Inspiring Older Readers

posted on 20 Sep 2021

Flesh in the Age of Reason by Roy Porter

It’s always a humbling privilege to read anything by the wonderful Roy Porter and this final book, Flesh in the Age of Reason is no exception. Porter had an astonishing brain and a genuinely awesome capacity for reading, complex interpretation and an admirable capacity for easy communication. Captivatingly for me at least, he also had a fundamentally dissenters approach to fusty establishment academia. You could argue that Porter was almost a punk academic who lived a fast, intense life and died tragically young in 2002 at the age of just 56. You’re left wondering just how he mastered so much knowledge and understanding across so many different areas – history, medicine, literature, philosophy, geology to name a mere handful.

Flesh in the Age of Reason might be seen as a fitting final landmark in his oeuvre because it pulls together so much of this huge reservoir of reading and learning. Published posthumously in 2004, it can be seen as the natural partner for his earlier  2001 masterpiece, The Enlightenment which is a riveting exploration of the key ideas that constituted the dawn of the Age of Reason.

In this book we see Porter picking up some of the juicy fruit left hanging on The Enlightenment tree and pushing deeper into some of the key philosophical debates about what we are as humans. How did philosophers begin to develop the notion of the self and how did that relate to notions of the religious ‘soul’? Perhaps more importantly, what is the relationship between the self/consciousness of the self and the mortal body? Porter presents these questions as fundamental to Enlightenment thinking but deeply contested and contentious. Is man, as Hobbes insists, nothing more than a transient lump of flesh driven by the desire to minimise suffering in a life that is (famously) nasty, brutish and short? Or is man imbued with a ‘spirit’ that is fundamentally noble and transcends (and outlasts?) the mortal body as Shaftsbury argues?

Porter steers us through these complex mazes with élan and he makes what should be mind-stretchingly complex a delight to engage with. But this isn’t just a book concerned with the bamboozling paradoxes of philosophy because Porter is also interested in the way the flesh failed those who were most fully engaged with the public debate about the dualism of body and soul. So we get, with a good dollop of humour, a portrait of Edward Gibbon whose body was nothing but a problem. Lisa Jardine in her review of the book for The Guardian captures this perfectly:

“Edward Gibbon, author of the monumental, six-volume Decline and Fall of the Roman Empire , turns out to have been a 4ft 8in fatty, known unkindly to colleagues as "Chubby-Chubb". His obesity was exacerbated by his weakness for fine wines, as a result of which he suffered from chronic gout and was permanently in pain. As if this were not enough, he had an embarrassingly visible and debilitating swelling of the scrotum, which made him smell and eventually killed him. Thus when Gibbon writes of his body as strictly "subordinate and disciplined, a means to an end", and as a "machine" to be kept under control and in strict running order, as casing for the infinitely subtle mind it encloses, he is, Porter argues, really whistling in the dark. Concentrate on the mind, he is saying, and you might be able, briefly, to forget about that mortal coil.”

I also liked Porters take on Samuel Johnson and his great shambling body full of twitches, tics and illnesses of all kinds. He gives us the unforgettable image of the great man with his mouth constantly sagging open and constantly in slobbery movement.

Importantly for me, Porter’s no slouch when it comes to literary criticism and he shows himself to be a sympathetic reader of some of the great and more difficult books – his analysis of Sterne’s Tristram Shandy, for example, is brilliant.

It’s depressing that Porter’s life and writing career came to such an early end but it’s reassuring that he left behind an unfeasibly huge back catalogue for us to work our way through.

There are paperback editions of the book available for very little money – well under £10 – but you can also get hardbacks for not a lot more and you might want one of these to keep and reread over the years.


- What the task asks:
All lines in the entries below that hold "tilt" make up the answer.

[Dataset listings of figures]
>>>

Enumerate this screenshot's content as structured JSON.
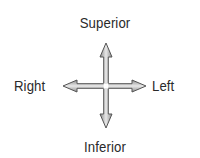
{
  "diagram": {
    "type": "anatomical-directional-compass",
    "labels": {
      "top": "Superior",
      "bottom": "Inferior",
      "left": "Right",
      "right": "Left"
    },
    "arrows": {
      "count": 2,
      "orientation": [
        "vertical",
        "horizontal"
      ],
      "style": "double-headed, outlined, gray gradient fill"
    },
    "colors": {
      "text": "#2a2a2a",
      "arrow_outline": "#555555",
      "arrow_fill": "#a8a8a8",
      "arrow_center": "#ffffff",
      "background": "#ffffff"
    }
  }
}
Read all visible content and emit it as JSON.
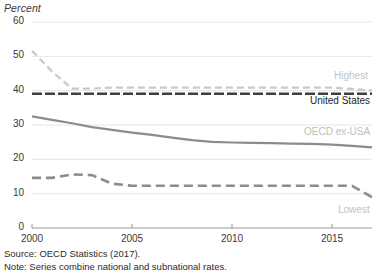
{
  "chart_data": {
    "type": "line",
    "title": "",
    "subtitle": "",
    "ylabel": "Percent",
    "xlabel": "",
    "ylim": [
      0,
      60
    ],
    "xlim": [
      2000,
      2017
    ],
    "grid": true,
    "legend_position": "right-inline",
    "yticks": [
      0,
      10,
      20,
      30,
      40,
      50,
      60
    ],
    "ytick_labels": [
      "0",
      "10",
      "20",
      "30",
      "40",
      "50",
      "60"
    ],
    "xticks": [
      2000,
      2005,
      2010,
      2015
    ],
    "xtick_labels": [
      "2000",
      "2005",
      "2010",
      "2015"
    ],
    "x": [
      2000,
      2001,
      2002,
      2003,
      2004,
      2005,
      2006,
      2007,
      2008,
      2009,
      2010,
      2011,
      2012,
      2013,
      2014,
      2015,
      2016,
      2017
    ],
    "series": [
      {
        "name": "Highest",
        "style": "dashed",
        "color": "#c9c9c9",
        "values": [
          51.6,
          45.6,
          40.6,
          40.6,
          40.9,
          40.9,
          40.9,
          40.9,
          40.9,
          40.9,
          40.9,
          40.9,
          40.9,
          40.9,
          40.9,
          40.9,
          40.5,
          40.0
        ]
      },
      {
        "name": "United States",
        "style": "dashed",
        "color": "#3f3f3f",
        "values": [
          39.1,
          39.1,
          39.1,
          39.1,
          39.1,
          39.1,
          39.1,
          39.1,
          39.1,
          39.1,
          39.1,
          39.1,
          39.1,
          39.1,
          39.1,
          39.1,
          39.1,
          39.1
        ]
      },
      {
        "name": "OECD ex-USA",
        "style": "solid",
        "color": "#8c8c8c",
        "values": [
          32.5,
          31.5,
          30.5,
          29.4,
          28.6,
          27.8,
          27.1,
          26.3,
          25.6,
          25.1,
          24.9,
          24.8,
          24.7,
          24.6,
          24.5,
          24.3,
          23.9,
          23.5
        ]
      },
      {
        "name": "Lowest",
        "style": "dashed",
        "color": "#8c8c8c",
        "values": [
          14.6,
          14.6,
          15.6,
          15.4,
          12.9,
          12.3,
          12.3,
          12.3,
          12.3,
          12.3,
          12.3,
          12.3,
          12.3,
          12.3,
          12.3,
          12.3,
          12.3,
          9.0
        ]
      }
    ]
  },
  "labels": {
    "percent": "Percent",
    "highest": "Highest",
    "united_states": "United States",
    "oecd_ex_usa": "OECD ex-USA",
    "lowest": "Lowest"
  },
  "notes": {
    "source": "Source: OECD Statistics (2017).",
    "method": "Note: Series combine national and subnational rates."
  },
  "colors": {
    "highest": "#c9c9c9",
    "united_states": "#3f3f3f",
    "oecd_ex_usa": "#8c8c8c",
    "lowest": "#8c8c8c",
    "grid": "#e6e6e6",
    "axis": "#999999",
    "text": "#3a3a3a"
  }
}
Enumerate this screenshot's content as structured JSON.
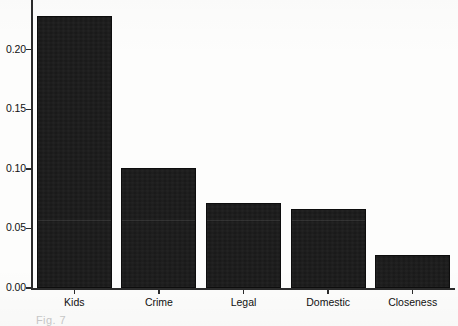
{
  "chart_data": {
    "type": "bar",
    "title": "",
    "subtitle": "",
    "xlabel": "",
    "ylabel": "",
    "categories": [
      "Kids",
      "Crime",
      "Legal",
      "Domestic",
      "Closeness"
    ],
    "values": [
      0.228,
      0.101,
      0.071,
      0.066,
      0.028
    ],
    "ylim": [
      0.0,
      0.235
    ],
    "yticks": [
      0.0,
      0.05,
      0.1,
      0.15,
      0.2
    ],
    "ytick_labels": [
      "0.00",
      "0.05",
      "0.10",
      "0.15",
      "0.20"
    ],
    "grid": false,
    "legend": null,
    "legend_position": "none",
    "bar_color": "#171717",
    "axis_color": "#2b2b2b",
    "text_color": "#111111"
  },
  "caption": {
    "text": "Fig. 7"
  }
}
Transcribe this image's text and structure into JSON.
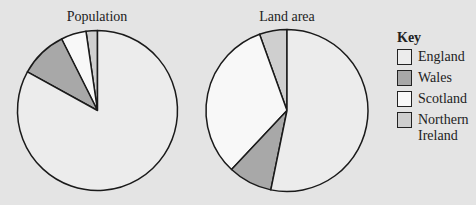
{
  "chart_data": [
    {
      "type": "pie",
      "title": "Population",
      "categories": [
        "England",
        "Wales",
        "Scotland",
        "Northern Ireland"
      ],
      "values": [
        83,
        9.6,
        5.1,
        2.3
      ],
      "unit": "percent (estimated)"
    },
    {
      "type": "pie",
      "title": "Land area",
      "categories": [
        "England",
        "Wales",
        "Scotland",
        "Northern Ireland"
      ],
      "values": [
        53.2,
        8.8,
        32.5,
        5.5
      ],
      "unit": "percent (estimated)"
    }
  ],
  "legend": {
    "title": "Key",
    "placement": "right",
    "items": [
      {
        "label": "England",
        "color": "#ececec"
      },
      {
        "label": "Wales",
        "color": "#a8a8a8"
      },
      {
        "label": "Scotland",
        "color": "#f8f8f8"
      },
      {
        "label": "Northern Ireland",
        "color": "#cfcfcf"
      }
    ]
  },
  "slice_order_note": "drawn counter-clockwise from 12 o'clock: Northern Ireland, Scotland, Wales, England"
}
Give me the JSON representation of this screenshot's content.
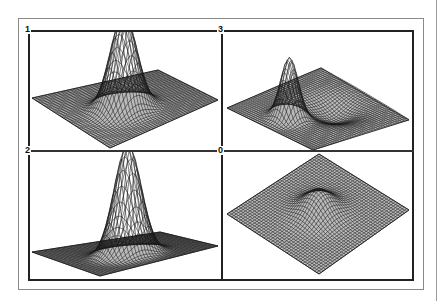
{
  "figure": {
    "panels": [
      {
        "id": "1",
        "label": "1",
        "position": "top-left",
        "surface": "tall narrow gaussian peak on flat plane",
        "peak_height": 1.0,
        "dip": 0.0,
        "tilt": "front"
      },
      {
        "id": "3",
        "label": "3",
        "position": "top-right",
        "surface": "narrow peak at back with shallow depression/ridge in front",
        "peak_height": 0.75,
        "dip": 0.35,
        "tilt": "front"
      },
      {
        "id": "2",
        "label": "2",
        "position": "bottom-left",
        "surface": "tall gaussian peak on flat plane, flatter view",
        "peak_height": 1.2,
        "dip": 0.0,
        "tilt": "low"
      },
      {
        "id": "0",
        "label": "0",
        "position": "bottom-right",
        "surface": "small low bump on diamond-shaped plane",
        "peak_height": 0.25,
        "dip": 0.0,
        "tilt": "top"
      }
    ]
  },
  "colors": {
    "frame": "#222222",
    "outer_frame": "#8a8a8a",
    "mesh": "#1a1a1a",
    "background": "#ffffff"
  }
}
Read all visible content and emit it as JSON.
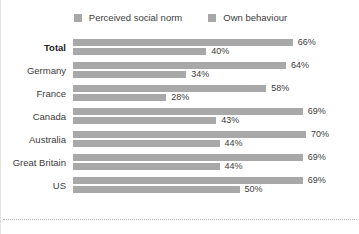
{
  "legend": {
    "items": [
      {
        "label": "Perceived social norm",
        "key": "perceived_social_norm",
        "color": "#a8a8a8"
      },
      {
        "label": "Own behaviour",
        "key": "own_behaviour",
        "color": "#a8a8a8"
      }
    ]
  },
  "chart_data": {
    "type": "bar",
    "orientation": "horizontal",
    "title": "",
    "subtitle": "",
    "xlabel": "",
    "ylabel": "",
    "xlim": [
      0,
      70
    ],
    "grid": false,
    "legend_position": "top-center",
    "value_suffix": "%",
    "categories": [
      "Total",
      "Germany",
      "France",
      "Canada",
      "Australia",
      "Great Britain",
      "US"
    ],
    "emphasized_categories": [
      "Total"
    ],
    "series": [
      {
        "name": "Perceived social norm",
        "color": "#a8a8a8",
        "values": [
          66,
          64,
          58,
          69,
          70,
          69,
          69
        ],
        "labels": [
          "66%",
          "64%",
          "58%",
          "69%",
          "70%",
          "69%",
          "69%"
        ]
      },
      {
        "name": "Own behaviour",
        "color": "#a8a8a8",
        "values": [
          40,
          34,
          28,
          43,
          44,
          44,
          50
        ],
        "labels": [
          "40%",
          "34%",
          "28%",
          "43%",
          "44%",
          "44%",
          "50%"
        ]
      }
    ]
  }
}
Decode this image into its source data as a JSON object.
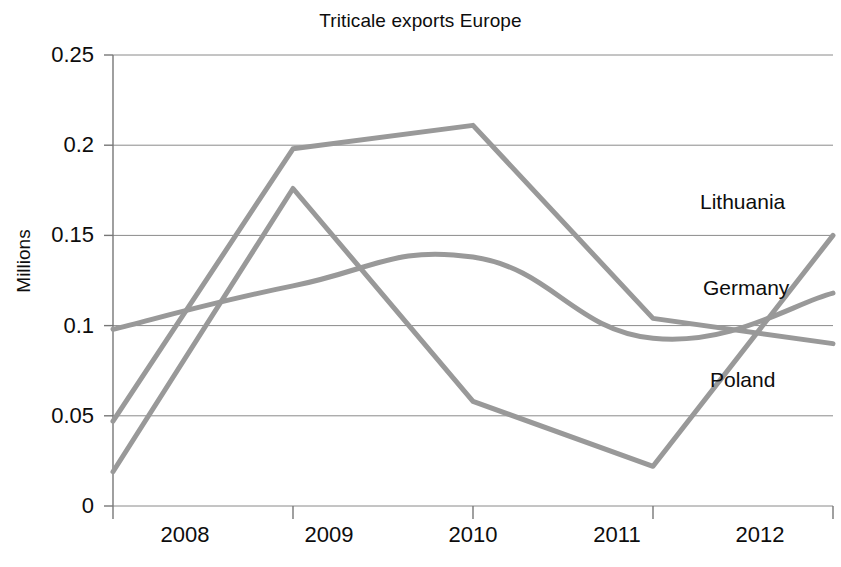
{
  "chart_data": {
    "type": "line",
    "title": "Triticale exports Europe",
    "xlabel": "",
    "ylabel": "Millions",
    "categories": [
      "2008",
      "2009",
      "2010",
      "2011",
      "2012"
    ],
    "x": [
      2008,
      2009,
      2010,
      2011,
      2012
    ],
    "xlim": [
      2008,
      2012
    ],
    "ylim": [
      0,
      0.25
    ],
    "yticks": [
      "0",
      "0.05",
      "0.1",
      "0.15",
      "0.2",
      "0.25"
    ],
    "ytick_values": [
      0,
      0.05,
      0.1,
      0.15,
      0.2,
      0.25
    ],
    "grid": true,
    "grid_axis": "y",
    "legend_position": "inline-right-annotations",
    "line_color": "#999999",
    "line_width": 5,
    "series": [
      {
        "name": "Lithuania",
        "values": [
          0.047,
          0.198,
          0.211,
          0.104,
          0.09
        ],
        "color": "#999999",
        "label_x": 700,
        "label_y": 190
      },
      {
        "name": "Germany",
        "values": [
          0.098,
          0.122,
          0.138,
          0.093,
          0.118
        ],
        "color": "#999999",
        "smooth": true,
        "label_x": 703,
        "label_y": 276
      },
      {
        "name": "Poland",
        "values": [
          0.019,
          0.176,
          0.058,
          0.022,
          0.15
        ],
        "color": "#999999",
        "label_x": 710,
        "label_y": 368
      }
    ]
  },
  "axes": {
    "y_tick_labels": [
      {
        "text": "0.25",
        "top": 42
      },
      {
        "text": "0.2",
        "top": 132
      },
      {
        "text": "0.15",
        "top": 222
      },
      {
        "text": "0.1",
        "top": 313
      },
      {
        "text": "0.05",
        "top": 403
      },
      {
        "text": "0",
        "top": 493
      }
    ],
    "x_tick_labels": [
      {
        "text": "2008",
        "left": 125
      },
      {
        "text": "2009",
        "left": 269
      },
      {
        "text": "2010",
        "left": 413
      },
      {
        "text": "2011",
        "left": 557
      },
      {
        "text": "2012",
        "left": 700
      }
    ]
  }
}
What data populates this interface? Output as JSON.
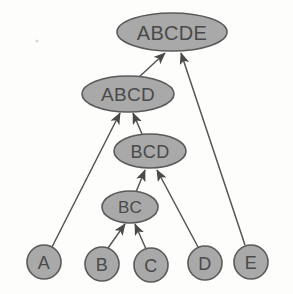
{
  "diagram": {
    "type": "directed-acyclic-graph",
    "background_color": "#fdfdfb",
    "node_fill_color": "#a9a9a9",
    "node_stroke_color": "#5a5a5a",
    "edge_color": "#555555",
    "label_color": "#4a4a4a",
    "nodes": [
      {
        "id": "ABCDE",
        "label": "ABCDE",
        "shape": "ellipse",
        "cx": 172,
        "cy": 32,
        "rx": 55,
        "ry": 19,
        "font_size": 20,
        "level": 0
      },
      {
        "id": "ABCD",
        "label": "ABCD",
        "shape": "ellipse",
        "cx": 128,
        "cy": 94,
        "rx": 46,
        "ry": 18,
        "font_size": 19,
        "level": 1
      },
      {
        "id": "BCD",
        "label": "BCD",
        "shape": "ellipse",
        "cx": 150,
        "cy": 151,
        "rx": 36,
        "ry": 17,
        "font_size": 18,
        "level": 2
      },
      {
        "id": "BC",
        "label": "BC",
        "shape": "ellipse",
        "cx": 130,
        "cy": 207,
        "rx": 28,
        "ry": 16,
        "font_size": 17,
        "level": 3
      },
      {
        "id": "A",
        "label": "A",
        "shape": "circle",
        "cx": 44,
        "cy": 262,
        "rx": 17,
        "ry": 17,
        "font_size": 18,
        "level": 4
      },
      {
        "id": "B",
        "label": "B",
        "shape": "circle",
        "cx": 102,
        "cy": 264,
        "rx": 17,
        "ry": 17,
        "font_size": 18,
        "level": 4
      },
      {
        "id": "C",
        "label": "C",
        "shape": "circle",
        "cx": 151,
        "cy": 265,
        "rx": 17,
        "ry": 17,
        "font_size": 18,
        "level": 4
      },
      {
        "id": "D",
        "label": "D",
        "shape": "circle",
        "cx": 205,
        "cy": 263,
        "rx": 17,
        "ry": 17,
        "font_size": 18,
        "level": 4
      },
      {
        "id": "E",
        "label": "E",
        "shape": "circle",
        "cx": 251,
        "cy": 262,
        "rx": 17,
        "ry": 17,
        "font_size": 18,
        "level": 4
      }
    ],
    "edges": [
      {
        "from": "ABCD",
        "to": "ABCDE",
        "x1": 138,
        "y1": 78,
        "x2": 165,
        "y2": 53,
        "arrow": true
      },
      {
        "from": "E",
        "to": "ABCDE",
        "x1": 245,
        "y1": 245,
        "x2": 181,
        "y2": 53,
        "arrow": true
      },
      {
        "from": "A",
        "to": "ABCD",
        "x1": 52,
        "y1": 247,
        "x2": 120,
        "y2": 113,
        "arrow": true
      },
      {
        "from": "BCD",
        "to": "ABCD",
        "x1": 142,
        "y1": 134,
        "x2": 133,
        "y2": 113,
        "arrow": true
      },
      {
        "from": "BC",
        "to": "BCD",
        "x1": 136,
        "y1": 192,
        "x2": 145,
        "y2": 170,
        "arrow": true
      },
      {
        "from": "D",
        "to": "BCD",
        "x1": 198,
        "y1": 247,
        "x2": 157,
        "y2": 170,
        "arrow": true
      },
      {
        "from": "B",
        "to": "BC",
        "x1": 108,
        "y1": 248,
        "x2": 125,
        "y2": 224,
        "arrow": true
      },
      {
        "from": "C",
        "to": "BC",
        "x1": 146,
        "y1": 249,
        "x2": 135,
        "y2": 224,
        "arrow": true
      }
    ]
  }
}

<<<

- Exercise answer:
        "tilt": "front"
        "tilt": "front"
        "tilt": "low"
        "tilt": "top"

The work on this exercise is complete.